While I think bindv6only=1 is rare, I imagine someone could actually try to run K8s on some more recent version of Windows.
@tklauser can you take a look? It's really odd why
localhostdoes not bind to v6 address. I've tried it on minikube but I realized that does not have v6 localhost address.It looks like this is because of golang/go#9334, i.e there currently is no safe way for listen for both tcp4 and tcp6. I'm not really sure what to do here except suggesting users to leave the
livenessProbeandreadinessProbeset to127.0.0.1even if they're using IPv6-only stacks.@tklauser why can't we listen on
:8080(instead oflocalhost:8080)?
@aanm as @lyind pointed out in https://github.com/cilium/cilium/issues/13165#issuecomment-693571908, using :8080 will bind on all available interfaces, i.e. it will become a public endpoint. The original intention was to restrict the health check endpoint to the loopback interface. Not sure whether we want to keep that? I guess the attack surface is rather minimal and we might restrict access to it based on the http.Requests RemoteAddr field. Thoughts?

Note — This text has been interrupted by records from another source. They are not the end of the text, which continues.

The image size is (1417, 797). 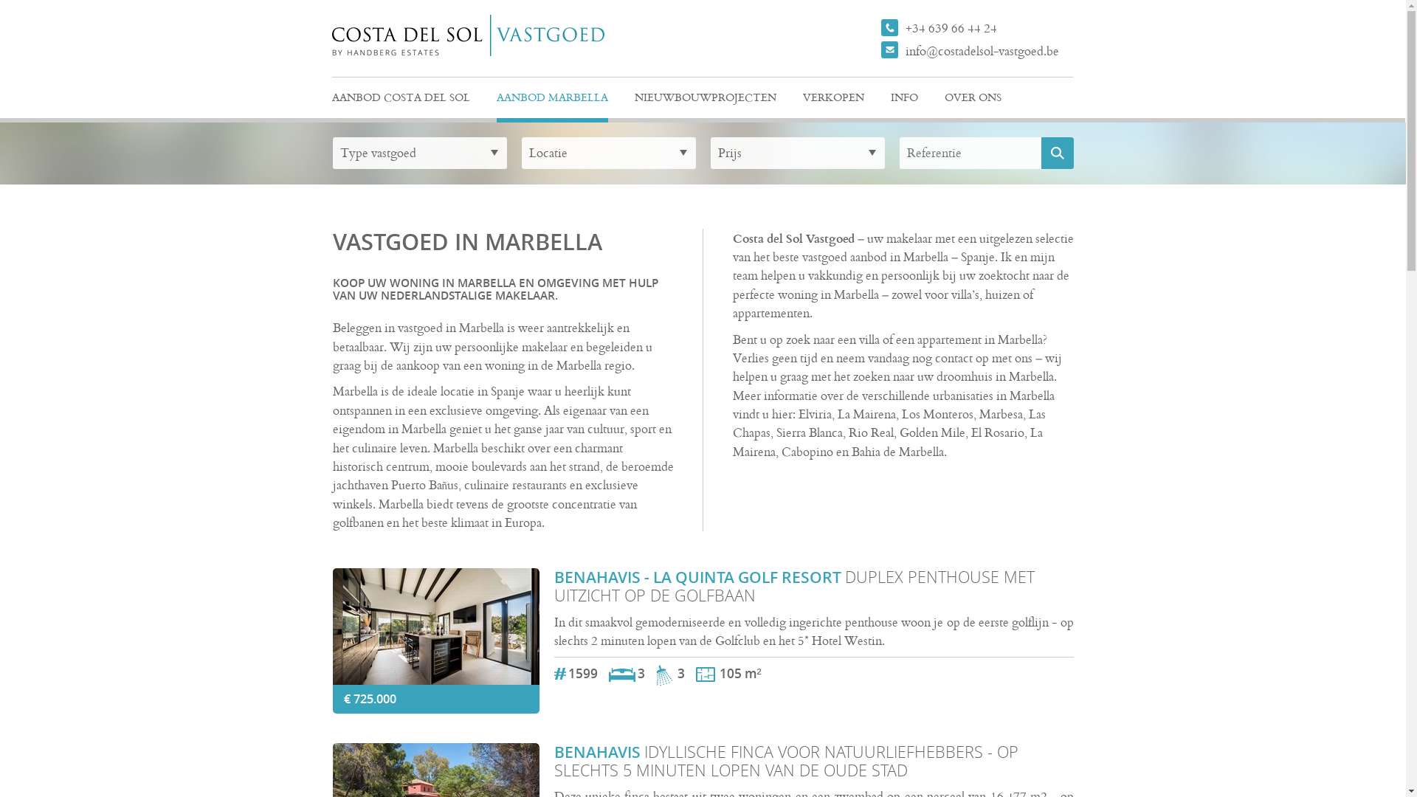 I want to click on VERKOPEN, so click(x=834, y=100).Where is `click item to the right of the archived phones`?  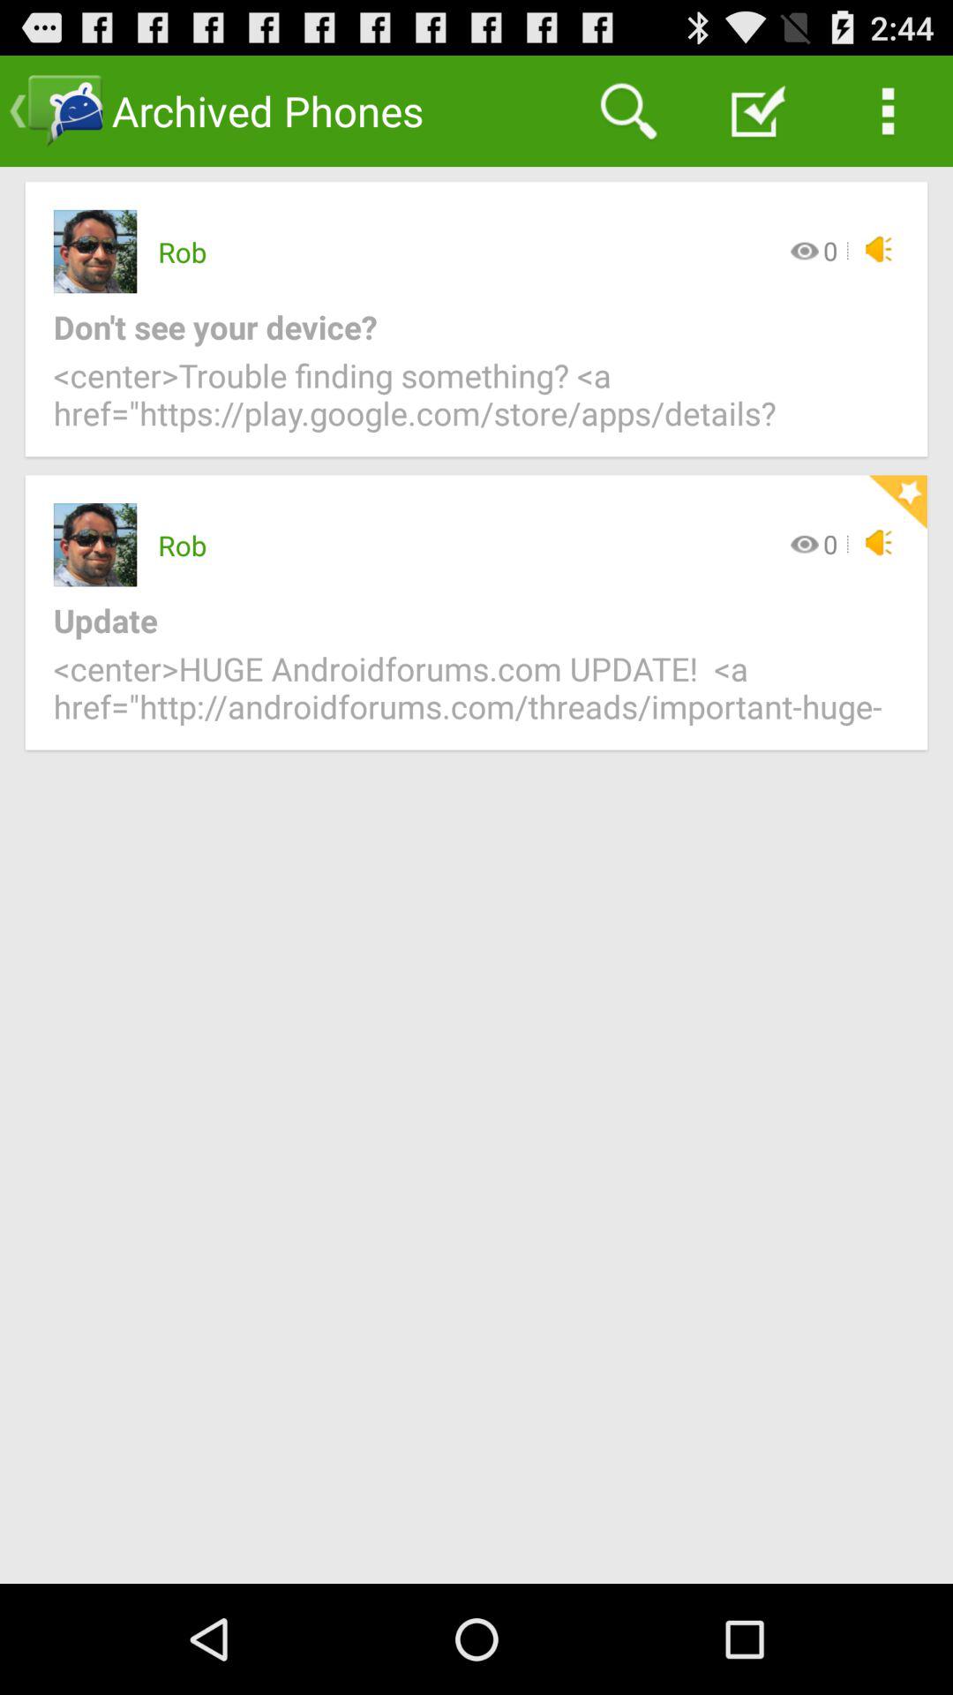 click item to the right of the archived phones is located at coordinates (628, 111).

Discussed offline with @tklauser . We will go with the proposal from https://github.com/cilium/cilium/issues/13165#issuecomment-693463210
Also, one addition that we need to perform is to change the liveness and readiness probes to perform the requests on 127.0.0.1 or ::1 depending on the enable-ipv4 flag. If that flag is set to false we should change the readiness probe to perform requests to ::1, otherwise it should default to 127.0.0.1 (as it works for both v4 and v6 environments).
Most helpful comment
Discussed offline with @tklauser . We will go with the proposal from https://github.com/cilium/cilium/issues/13165#issuecomment-693463210
Also, one addition that we need to perform is to change the liveness and readiness probes to perform the requests on
127.0.0.1or::1depending on theenable-ipv4flag. If that flag is set tofalsewe should change the readiness probe to perform requests to::1, otherwise it should default to127.0.0.1(as it works for both v4 and v6 environments).